Obviously, Strategic Command WWII: World at War does concern itself with some of those issues, but unlike Gary Grigsby's War in the West, most of those game mechanics are simplified and handled by the AI. So even though each country can conduct research and development to improve technologies and tactics, you don't have to spend a lot of time worrying about what to research and what new technologies you may want to develop. I mean, you can look at your Research tab and tell your R&D team what to work on, but you don't have to. 

Now, it's worth pointing out that Strategic Command WWII: World at War has a plethora of features that give players a taste of how difficult it is for a major power to fight a global conflict. For example, you can play WAW with "Weather" as a variable that affects how units fight and move under different climatic conditions. 

In this screenshot, the Battle of France has somehow dragged on until January of 1941. Axis air units and a V-1 rocket squadron are stationed in Northern France, West Germany, Italy, and the Low Countries, but most of them are grounded by snow and inclement weather common in the winter months in Northwest Europe. © 2018 Fury Software/Matrix Games/Slitherine Ltd.

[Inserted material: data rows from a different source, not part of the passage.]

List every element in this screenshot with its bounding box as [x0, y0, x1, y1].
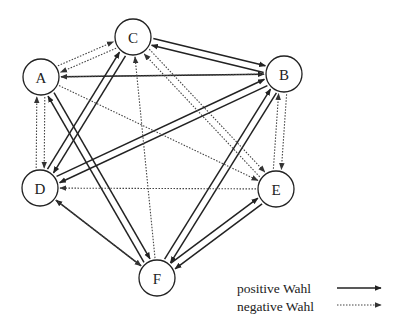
edge-negative-a-to-c [58, 42, 113, 66]
edge-positive-e-to-f [175, 204, 262, 269]
node-d: D [22, 170, 58, 206]
edge-positive-c-to-b [153, 38, 265, 65]
edge-negative-e-to-d [60, 188, 256, 189]
node-label: C [128, 30, 138, 46]
node-b: B [266, 56, 302, 92]
legend-positive-label: positive Wahl [237, 281, 311, 296]
edge-positive-b-to-f [171, 93, 277, 263]
node-f: F [139, 260, 175, 296]
edge-negative-e-to-c [144, 54, 260, 177]
edge-negative-a-to-d [44, 97, 45, 168]
edge-negative-f-to-c [135, 57, 155, 258]
legend: positive Wahl negative Wahl [237, 281, 381, 314]
node-c: C [115, 19, 151, 55]
node-label: D [35, 181, 46, 197]
edge-negative-c-to-a [61, 48, 116, 72]
edge-positive-a-to-f [54, 93, 150, 259]
node-label: B [279, 67, 289, 83]
node-label: E [271, 182, 280, 198]
edge-positive-f-to-e [171, 198, 258, 263]
node-label: F [153, 271, 161, 287]
edge-negative-d-to-a [36, 97, 37, 168]
node-label: A [36, 70, 47, 86]
legend-negative-label: negative Wahl [237, 299, 314, 314]
nodes-layer: ABCDEF [22, 19, 302, 296]
node-a: A [23, 59, 59, 95]
node-e: E [258, 171, 294, 207]
edge-positive-f-to-b [165, 89, 271, 259]
sociogram-diagram: ABCDEF positive Wahl negative Wahl [0, 0, 409, 323]
edge-negative-b-to-e [281, 94, 286, 169]
edge-positive-b-to-c [152, 45, 264, 72]
edges-layer [36, 38, 286, 268]
edge-negative-e-to-b [273, 94, 278, 169]
edge-negative-c-to-e [149, 49, 264, 172]
edge-positive-f-to-a [48, 96, 144, 262]
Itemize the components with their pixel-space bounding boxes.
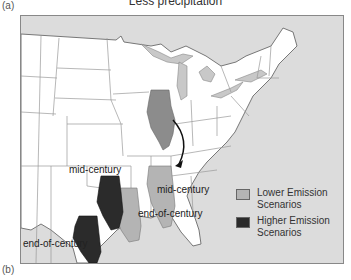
annotation-end-of-century-right: end-of-century [138,208,202,219]
legend-higher-line1: Higher Emission [257,215,330,226]
lower-emission-swatch [236,189,250,200]
legend-item-higher-emission: Higher Emission Scenarios [236,215,336,239]
panel-b-label: (b) [2,264,14,275]
annotation-mid-century-left: mid-century [69,164,121,175]
annotation-end-of-century-left: end-of-century [23,238,87,249]
higher-emission-swatch [236,217,250,228]
legend: Lower Emission Scenarios Higher Emission… [236,187,336,243]
legend-lower-line1: Lower Emission [257,187,328,198]
annotation-mid-century-right: mid-century [157,184,209,195]
legend-lower-line2: Scenarios [257,199,301,210]
map-title: Less precipitation [0,0,351,8]
legend-higher-line2: Scenarios [257,227,301,238]
legend-item-lower-emission: Lower Emission Scenarios [236,187,336,211]
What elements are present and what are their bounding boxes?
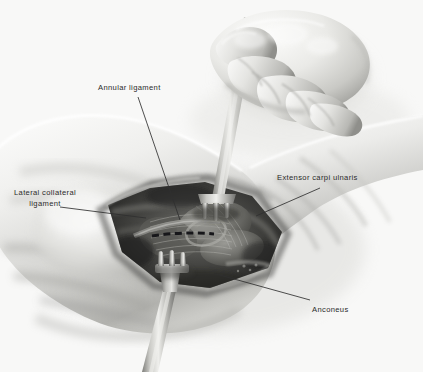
retractor-prongs [158, 250, 186, 266]
anatomy-illustration [0, 0, 423, 372]
label-extensor-carpi-ulnaris: Extensor carpi ulnaris [277, 173, 358, 184]
label-anconeus: Anconeus [312, 305, 349, 316]
label-annular-ligament: Annular ligament [98, 83, 161, 94]
illustration-page: Annular ligament Lateral collateral liga… [0, 0, 423, 372]
label-lateral-collateral-ligament: Lateral collateral ligament [6, 188, 84, 209]
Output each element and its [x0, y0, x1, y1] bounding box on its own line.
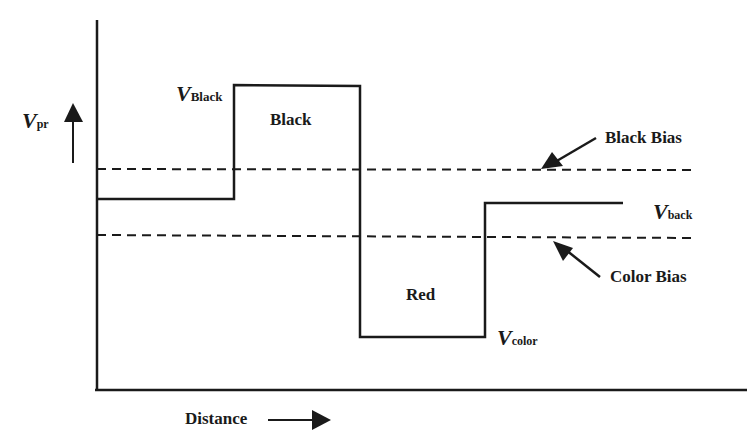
potential-waveform	[97, 85, 623, 337]
y-axis-label: Vpr	[22, 108, 49, 134]
black-region-label: Black	[270, 110, 312, 130]
v-color-label: Vcolor	[497, 325, 538, 351]
v-color-symbol: V	[497, 325, 512, 350]
right-arrow-icon	[312, 410, 331, 430]
black-bias-pointer-shaft	[555, 138, 596, 162]
color-bias-pointer-shaft	[566, 250, 600, 277]
v-back-label: Vback	[653, 199, 692, 225]
y-axis-label-subscript: pr	[37, 117, 49, 131]
color-bias-arrow-icon	[553, 241, 573, 261]
v-color-subscript: color	[512, 334, 538, 348]
black-bias-line	[97, 169, 695, 170]
v-back-symbol: V	[653, 199, 668, 224]
v-black-subscript: Black	[191, 89, 223, 104]
v-back-subscript: back	[668, 208, 693, 222]
y-axis-label-symbol: V	[22, 108, 37, 133]
v-black-symbol: V	[176, 81, 191, 106]
color-bias-label: Color Bias	[610, 267, 687, 287]
v-black-label: VBlack	[176, 81, 222, 107]
red-region-label: Red	[406, 285, 435, 305]
up-arrow-icon	[64, 103, 83, 122]
x-axis-label: Distance	[185, 409, 247, 429]
black-bias-label: Black Bias	[605, 128, 682, 148]
color-bias-line	[97, 235, 695, 238]
potential-profile-diagram	[0, 0, 747, 444]
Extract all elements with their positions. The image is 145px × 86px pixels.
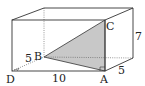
- label-d: D: [6, 73, 15, 86]
- prism-diagram: B C D A 10 7 5 5: [0, 0, 145, 86]
- label-width-right-5: 5: [118, 64, 125, 77]
- label-height-7: 7: [135, 30, 142, 43]
- label-b: B: [34, 50, 42, 63]
- label-length-10: 10: [52, 72, 66, 85]
- label-a: A: [99, 73, 109, 86]
- right-face-edges: [105, 8, 133, 71]
- label-c: C: [106, 20, 114, 33]
- label-width-left-5: 5: [25, 52, 32, 65]
- shaded-triangle-abc: [44, 20, 105, 71]
- top-face-edges: [12, 8, 133, 20]
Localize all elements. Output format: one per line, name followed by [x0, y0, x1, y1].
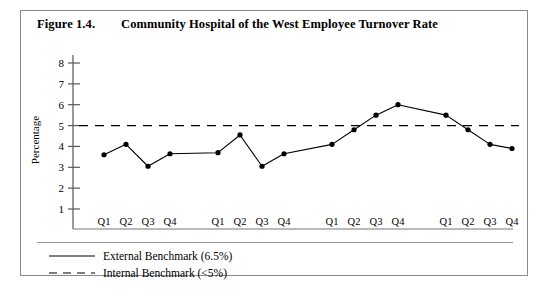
y-axis-tick-label: 8 — [59, 57, 65, 69]
data-point-marker — [259, 164, 264, 169]
data-point-marker — [167, 151, 172, 156]
y-axis-tick-label: 7 — [59, 78, 65, 90]
y-axis-tick-label: 5 — [59, 120, 65, 132]
x-axis-quarter-label: Q3 — [256, 216, 269, 227]
data-point-marker — [237, 132, 242, 137]
x-axis-quarter-label: Q1 — [326, 216, 339, 227]
y-axis-tick-label: 6 — [59, 99, 65, 111]
turnover-line-chart: 12345678PercentageQ1Q1Q1Q1Q2Q2Q2Q2Q3Q3Q3… — [21, 37, 529, 233]
data-point-marker — [395, 102, 400, 107]
figure-title: Community Hospital of the West Employee … — [121, 17, 438, 32]
chart-plot-area: 12345678PercentageQ1Q1Q1Q1Q2Q2Q2Q2Q3Q3Q3… — [21, 37, 529, 233]
x-axis-quarter-label: Q1 — [98, 216, 111, 227]
y-axis-title: Percentage — [29, 116, 41, 164]
x-axis-quarter-label: Q2 — [462, 216, 475, 227]
x-axis-quarter-label: Q2 — [348, 216, 361, 227]
figure-header: Figure 1.4. Community Hospital of the We… — [21, 17, 527, 39]
legend-label-internal: Internal Benchmark (<5%) — [95, 267, 227, 279]
x-axis-quarter-label: Q2 — [120, 216, 133, 227]
data-point-marker — [281, 151, 286, 156]
data-point-marker — [123, 142, 128, 147]
data-point-marker — [373, 113, 378, 118]
x-axis-quarter-label: Q1 — [440, 216, 453, 227]
legend-divider — [37, 242, 513, 243]
x-axis-quarter-label: Q2 — [234, 216, 247, 227]
data-series-line — [104, 105, 512, 167]
data-point-marker — [487, 142, 492, 147]
legend-item-internal: Internal Benchmark (<5%) — [49, 264, 489, 281]
chart-legend: External Benchmark (6.5%) Internal Bench… — [49, 247, 489, 281]
x-axis-quarter-label: Q4 — [392, 216, 406, 227]
x-axis-quarter-label: Q1 — [212, 216, 225, 227]
legend-label-external: External Benchmark (6.5%) — [95, 250, 232, 262]
data-point-marker — [101, 152, 106, 157]
figure-number: Figure 1.4. — [37, 17, 95, 32]
y-axis-tick-label: 3 — [59, 161, 65, 173]
data-point-marker — [215, 150, 220, 155]
y-axis-tick-label: 2 — [59, 182, 65, 194]
data-point-marker — [443, 113, 448, 118]
figure-frame: Figure 1.4. Community Hospital of the We… — [20, 10, 528, 276]
x-axis-quarter-label: Q4 — [164, 216, 178, 227]
data-point-marker — [145, 164, 150, 169]
data-point-marker — [351, 127, 356, 132]
x-axis-quarter-label: Q3 — [370, 216, 383, 227]
data-point-marker — [329, 142, 334, 147]
x-axis-quarter-label: Q4 — [278, 216, 292, 227]
legend-item-external: External Benchmark (6.5%) — [49, 247, 489, 264]
x-axis-quarter-label: Q3 — [142, 216, 155, 227]
y-axis-tick-label: 4 — [59, 140, 65, 152]
data-point-marker — [465, 127, 470, 132]
data-point-marker — [509, 146, 514, 151]
solid-line-icon — [49, 251, 95, 261]
x-axis-quarter-label: Q4 — [506, 216, 520, 227]
x-axis-quarter-label: Q3 — [484, 216, 497, 227]
dashed-line-icon — [49, 268, 95, 278]
y-axis-tick-label: 1 — [59, 203, 65, 215]
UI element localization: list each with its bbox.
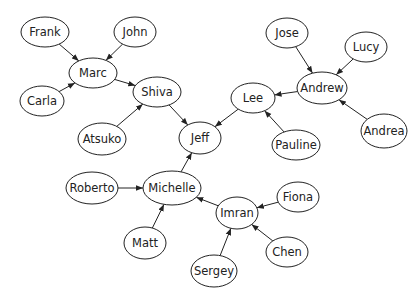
node-label: Jeff [190, 131, 210, 145]
node-label: Michelle [148, 181, 195, 195]
edge-shiva-to-jeff [169, 105, 188, 125]
edge-carla-to-marc [59, 83, 75, 92]
edge-matt-to-michelle [152, 204, 164, 228]
node-label: Sergey [194, 264, 234, 278]
node-label: Pauline [275, 138, 317, 152]
edge-atsuko-to-shiva [117, 104, 143, 126]
arrow-icon [215, 109, 238, 127]
node-chen: Chen [266, 237, 308, 267]
edge-pauline-to-lee [265, 111, 284, 132]
arrow-icon [59, 83, 75, 92]
edge-andrea-to-andrew [339, 100, 367, 120]
node-lucy: Lucy [345, 32, 387, 62]
node-frank: Frank [21, 17, 69, 47]
node-label: Atsuko [83, 132, 122, 146]
directed-graph: FrankJohnMarcCarlaShivaAtsukoJeffJoseLuc… [0, 0, 409, 303]
node-label: John [121, 25, 147, 39]
node-label: Roberto [69, 181, 114, 195]
node-label: Carla [27, 94, 57, 108]
node-label: Lucy [353, 40, 380, 54]
node-roberto: Roberto [66, 172, 118, 204]
arrow-icon [336, 59, 353, 75]
arrow-icon [59, 44, 79, 61]
edge-imran-to-michelle [196, 197, 218, 205]
node-carla: Carla [20, 86, 64, 116]
node-atsuko: Atsuko [78, 123, 126, 155]
edge-chen-to-imran [252, 224, 273, 240]
node-label: Lee [243, 91, 263, 105]
node-label: Marc [79, 66, 107, 80]
arrow-icon [196, 197, 218, 205]
edge-fiona-to-imran [257, 202, 278, 208]
arrow-icon [169, 105, 188, 125]
node-sergey: Sergey [191, 255, 237, 287]
node-shiva: Shiva [133, 77, 181, 107]
node-label: Shiva [141, 85, 173, 99]
edge-andrew-to-lee [275, 92, 298, 95]
edge-lee-to-jeff [215, 109, 238, 127]
node-jose: Jose [266, 18, 308, 48]
node-andrea: Andrea [361, 114, 407, 148]
arrow-icon [339, 100, 367, 120]
node-label: Fiona [283, 190, 313, 204]
arrow-icon [115, 79, 136, 85]
node-pauline: Pauline [272, 130, 320, 160]
nodes-layer: FrankJohnMarcCarlaShivaAtsukoJeffJoseLuc… [20, 17, 407, 287]
node-label: Andrea [363, 124, 404, 138]
node-matt: Matt [124, 227, 166, 259]
edge-marc-to-shiva [115, 79, 136, 85]
node-michelle: Michelle [143, 171, 201, 205]
edge-sergey-to-imran [220, 228, 231, 255]
node-imran: Imran [216, 197, 258, 229]
arrow-icon [257, 202, 278, 208]
arrow-icon [252, 224, 273, 240]
node-label: Imran [220, 206, 254, 220]
node-marc: Marc [69, 58, 117, 88]
node-label: Jose [274, 26, 299, 40]
arrow-icon [265, 111, 284, 132]
edge-michelle-to-jeff [181, 153, 192, 172]
edge-john-to-marc [106, 44, 123, 60]
node-andrew: Andrew [297, 72, 347, 104]
arrow-icon [275, 92, 298, 95]
node-jeff: Jeff [179, 122, 221, 154]
arrow-icon [181, 153, 192, 172]
arrow-icon [220, 228, 231, 255]
arrow-icon [106, 44, 123, 60]
arrow-icon [117, 104, 143, 126]
arrow-icon [296, 47, 313, 74]
node-john: John [114, 17, 156, 47]
node-label: Frank [29, 25, 61, 39]
edge-lucy-to-andrew [336, 59, 353, 75]
edge-frank-to-marc [59, 44, 79, 61]
node-label: Andrew [300, 81, 343, 95]
node-label: Chen [272, 245, 302, 259]
node-lee: Lee [231, 83, 275, 113]
edge-jose-to-andrew [296, 47, 313, 74]
node-fiona: Fiona [277, 182, 319, 212]
node-label: Matt [132, 236, 158, 250]
arrow-icon [152, 204, 164, 228]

If you activate Weather effects when you set up a new game, you will not just see large sections of your map showing precipitation, rough seas, or even dust storms in the desert, but you will find that your units won't perform well in bad weather. If it is snowing or raining, air units can't fly. Land units will get mired in muddy terrain. Enemy units in North Africa can't be spotted during a dust storm, and you'll get reports from ships suffering damage from rough seas if you let them linger too long in one operational area.

There are other war-related concepts depicted in the game, including partisan uprisings in occupied territories, the effects of terrain on movement and supplies, conducting economic warfare, and the importance of planning and production of new units. Though it sounds terribly complicated, Strategic Command WWII: World at War is a joy to play because even though you should think about such things when you play a game, the designers have done a good job of balancing real-world concepts and ease of play. 

Strategic Command WWII: World at War is a fun, entertaining, and challenging war game that allows players to try different strategies and make decisions that allow them to either recreate history or change the outcome of the war. When playing against the computer, you can control all the nations in your coalition or let the AI take over one or more of your allies so you can focus on one country's war effort. 

Will you, as leader of Germany, invade Great Britain after the Battle of France and deny the Allies a launching pad for a cross-Channel invasion later on in the war? Will you lead Japan into a victorious series of campaigns against America even as you struggle to conquer China? Or will you, as head of the Allied coalition, forgo an invasion of Axis-held North Africa and attempt a landing in France in 1943?

Your armies await your orders, sir. The navy and air force are standing by. If you like strategy games but don't have the patience to get one of those too-complex-for-the-average-person simulations, Strategic Command WWII: World at War is the perfect gaming alternative.